Task to carry out:
Give back the entire listing below, unaltered.

── Records for this task ──

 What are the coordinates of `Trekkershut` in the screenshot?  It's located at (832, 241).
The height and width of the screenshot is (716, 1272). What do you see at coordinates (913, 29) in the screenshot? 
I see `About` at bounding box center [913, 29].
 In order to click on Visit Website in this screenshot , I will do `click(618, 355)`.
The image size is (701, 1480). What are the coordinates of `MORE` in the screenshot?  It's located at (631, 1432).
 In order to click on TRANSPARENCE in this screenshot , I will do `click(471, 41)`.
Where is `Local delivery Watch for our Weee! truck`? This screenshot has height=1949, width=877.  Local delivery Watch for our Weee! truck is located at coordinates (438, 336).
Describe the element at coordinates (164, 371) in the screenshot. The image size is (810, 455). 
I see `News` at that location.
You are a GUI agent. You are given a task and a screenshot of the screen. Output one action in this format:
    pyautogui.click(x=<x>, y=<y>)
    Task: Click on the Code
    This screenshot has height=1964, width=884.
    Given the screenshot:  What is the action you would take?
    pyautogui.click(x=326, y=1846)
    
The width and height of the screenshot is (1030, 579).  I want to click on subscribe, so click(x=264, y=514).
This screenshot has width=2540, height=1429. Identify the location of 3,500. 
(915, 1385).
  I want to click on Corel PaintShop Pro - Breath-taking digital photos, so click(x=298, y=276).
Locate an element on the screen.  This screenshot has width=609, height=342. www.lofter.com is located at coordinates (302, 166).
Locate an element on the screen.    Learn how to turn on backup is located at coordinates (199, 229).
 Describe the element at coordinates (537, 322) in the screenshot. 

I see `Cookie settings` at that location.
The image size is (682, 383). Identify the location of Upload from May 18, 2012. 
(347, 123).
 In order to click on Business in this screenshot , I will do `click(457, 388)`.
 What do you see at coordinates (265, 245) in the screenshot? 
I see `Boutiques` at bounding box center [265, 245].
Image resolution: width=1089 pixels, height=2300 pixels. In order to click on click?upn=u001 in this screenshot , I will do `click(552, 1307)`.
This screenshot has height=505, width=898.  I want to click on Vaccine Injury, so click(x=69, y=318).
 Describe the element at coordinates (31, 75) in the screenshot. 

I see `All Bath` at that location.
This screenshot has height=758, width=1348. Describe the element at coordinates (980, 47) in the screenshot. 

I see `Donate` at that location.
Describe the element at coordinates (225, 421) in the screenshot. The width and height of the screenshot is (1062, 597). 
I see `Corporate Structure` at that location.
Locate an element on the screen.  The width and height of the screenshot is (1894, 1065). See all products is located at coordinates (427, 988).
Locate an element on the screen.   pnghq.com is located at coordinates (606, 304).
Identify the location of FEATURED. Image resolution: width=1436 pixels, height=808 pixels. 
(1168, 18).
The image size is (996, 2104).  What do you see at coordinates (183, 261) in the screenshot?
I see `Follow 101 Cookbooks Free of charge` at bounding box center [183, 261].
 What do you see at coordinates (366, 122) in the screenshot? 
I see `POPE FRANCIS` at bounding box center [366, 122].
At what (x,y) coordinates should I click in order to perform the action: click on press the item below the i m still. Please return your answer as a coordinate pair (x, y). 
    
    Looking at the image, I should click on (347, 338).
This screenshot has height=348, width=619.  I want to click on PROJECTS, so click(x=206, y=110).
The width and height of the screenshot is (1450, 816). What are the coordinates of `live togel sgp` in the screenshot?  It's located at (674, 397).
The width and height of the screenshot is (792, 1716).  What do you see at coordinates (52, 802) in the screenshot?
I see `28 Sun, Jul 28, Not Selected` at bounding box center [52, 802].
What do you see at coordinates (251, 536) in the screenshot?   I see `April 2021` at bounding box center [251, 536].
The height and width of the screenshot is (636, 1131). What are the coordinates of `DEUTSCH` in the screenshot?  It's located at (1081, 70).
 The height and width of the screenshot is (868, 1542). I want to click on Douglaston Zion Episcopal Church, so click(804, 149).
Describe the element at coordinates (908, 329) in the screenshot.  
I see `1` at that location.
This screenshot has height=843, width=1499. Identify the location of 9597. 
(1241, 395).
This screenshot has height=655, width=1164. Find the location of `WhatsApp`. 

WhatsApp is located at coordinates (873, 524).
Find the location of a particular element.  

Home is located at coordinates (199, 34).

───

Solution:
 What are the coordinates of `Trekkershut` in the screenshot?  It's located at (832, 241).
The height and width of the screenshot is (716, 1272). What do you see at coordinates (913, 29) in the screenshot? 
I see `About` at bounding box center [913, 29].
 In order to click on Visit Website in this screenshot , I will do `click(618, 355)`.
The image size is (701, 1480). What are the coordinates of `MORE` in the screenshot?  It's located at (631, 1432).
 In order to click on TRANSPARENCE in this screenshot , I will do `click(471, 41)`.
Where is `Local delivery Watch for our Weee! truck`? This screenshot has height=1949, width=877.  Local delivery Watch for our Weee! truck is located at coordinates (438, 336).
Describe the element at coordinates (164, 371) in the screenshot. The image size is (810, 455). 
I see `News` at that location.
You are a GUI agent. You are given a task and a screenshot of the screen. Output one action in this format:
    pyautogui.click(x=<x>, y=<y>)
    Task: Click on the Code
    This screenshot has height=1964, width=884.
    Given the screenshot:  What is the action you would take?
    pyautogui.click(x=326, y=1846)
    
The width and height of the screenshot is (1030, 579).  I want to click on subscribe, so click(x=264, y=514).
This screenshot has width=2540, height=1429. Identify the location of 3,500. 
(915, 1385).
  I want to click on Corel PaintShop Pro - Breath-taking digital photos, so click(x=298, y=276).
Locate an element on the screen.  This screenshot has width=609, height=342. www.lofter.com is located at coordinates (302, 166).
Locate an element on the screen.    Learn how to turn on backup is located at coordinates (199, 229).
 Describe the element at coordinates (537, 322) in the screenshot. 

I see `Cookie settings` at that location.
The image size is (682, 383). Identify the location of Upload from May 18, 2012. 
(347, 123).
 In order to click on Business in this screenshot , I will do `click(457, 388)`.
 What do you see at coordinates (265, 245) in the screenshot? 
I see `Boutiques` at bounding box center [265, 245].
Image resolution: width=1089 pixels, height=2300 pixels. In order to click on click?upn=u001 in this screenshot , I will do `click(552, 1307)`.
This screenshot has height=505, width=898.  I want to click on Vaccine Injury, so click(x=69, y=318).
 Describe the element at coordinates (31, 75) in the screenshot. 

I see `All Bath` at that location.
This screenshot has height=758, width=1348. Describe the element at coordinates (980, 47) in the screenshot. 

I see `Donate` at that location.
Describe the element at coordinates (225, 421) in the screenshot. The width and height of the screenshot is (1062, 597). 
I see `Corporate Structure` at that location.
Locate an element on the screen.  The width and height of the screenshot is (1894, 1065). See all products is located at coordinates (427, 988).
Locate an element on the screen.   pnghq.com is located at coordinates (606, 304).
Identify the location of FEATURED. Image resolution: width=1436 pixels, height=808 pixels. 
(1168, 18).
The image size is (996, 2104).  What do you see at coordinates (183, 261) in the screenshot?
I see `Follow 101 Cookbooks Free of charge` at bounding box center [183, 261].
 What do you see at coordinates (366, 122) in the screenshot? 
I see `POPE FRANCIS` at bounding box center [366, 122].
At what (x,y) coordinates should I click in order to perform the action: click on press the item below the i m still. Please return your answer as a coordinate pair (x, y). 
    
    Looking at the image, I should click on (347, 338).
This screenshot has height=348, width=619.  I want to click on PROJECTS, so click(x=206, y=110).
The width and height of the screenshot is (1450, 816). What are the coordinates of `live togel sgp` in the screenshot?  It's located at (674, 397).
The width and height of the screenshot is (792, 1716).  What do you see at coordinates (52, 802) in the screenshot?
I see `28 Sun, Jul 28, Not Selected` at bounding box center [52, 802].
What do you see at coordinates (251, 536) in the screenshot?   I see `April 2021` at bounding box center [251, 536].
The height and width of the screenshot is (636, 1131). What are the coordinates of `DEUTSCH` in the screenshot?  It's located at (1081, 70).
 The height and width of the screenshot is (868, 1542). I want to click on Douglaston Zion Episcopal Church, so click(804, 149).
Describe the element at coordinates (908, 329) in the screenshot.  
I see `1` at that location.
This screenshot has height=843, width=1499. Identify the location of 9597. 
(1241, 395).
This screenshot has height=655, width=1164. Find the location of `WhatsApp`. 

WhatsApp is located at coordinates (873, 524).
Find the location of a particular element.  

Home is located at coordinates (199, 34).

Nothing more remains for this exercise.